One parent, Laurie Berg, asked the district to allow for another teacher at Harborview at the school board’s meeting Tuesday, even if it meant cutting into the district’s projected end-of-year $500,000 fund balance.
“I believe that it’s totally unfair for Harborview to have 26 kindergarten kids (per class) and Auke Bay to have 19, 19, 19,” said Berg, referring to Auke Bay Elementary School’s smaller kindergarten class sizes.
The board ultimately agreed to adopt the administration’s recommendation of adding a full-time teacher at Riverbend, not taking up Berg’s suggestion.
Prior to Tuesday’s meeting, and effectively until a new blended kindergarten and first grade class can be created, Riverbend has been one teacher short of what PTR indicates for its 130 primary students, with just five teachers right now.
But Harborview is one teacher short as well.
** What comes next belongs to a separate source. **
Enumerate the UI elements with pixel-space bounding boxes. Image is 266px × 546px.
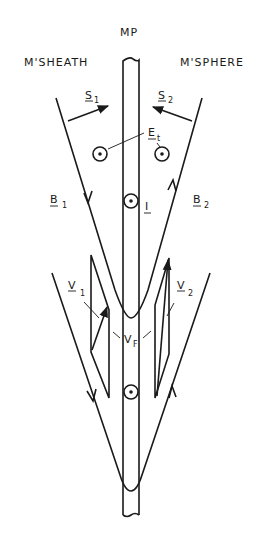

It has seven teachers for the 176 primary students enrolled as of Sept. 5, when the district last compiled enrollment information for each of its schools.
Dividing the total number of primary students by the approved ratio of 22 primary students to a class yields a result of 5.91 teachers for Riverbend, per PTR. For Harborview, the number is eight.
David Means, director of administrative services for the JSD, said that while enrollment numbers have remained mostly steady at Riverbend since last month, Harborview has seen more late enrollment.
“The growth at Harborview seems to be occurring a little bit later than earlier,” Means said. “I think they have picked up about five or six students between now and the time school began.”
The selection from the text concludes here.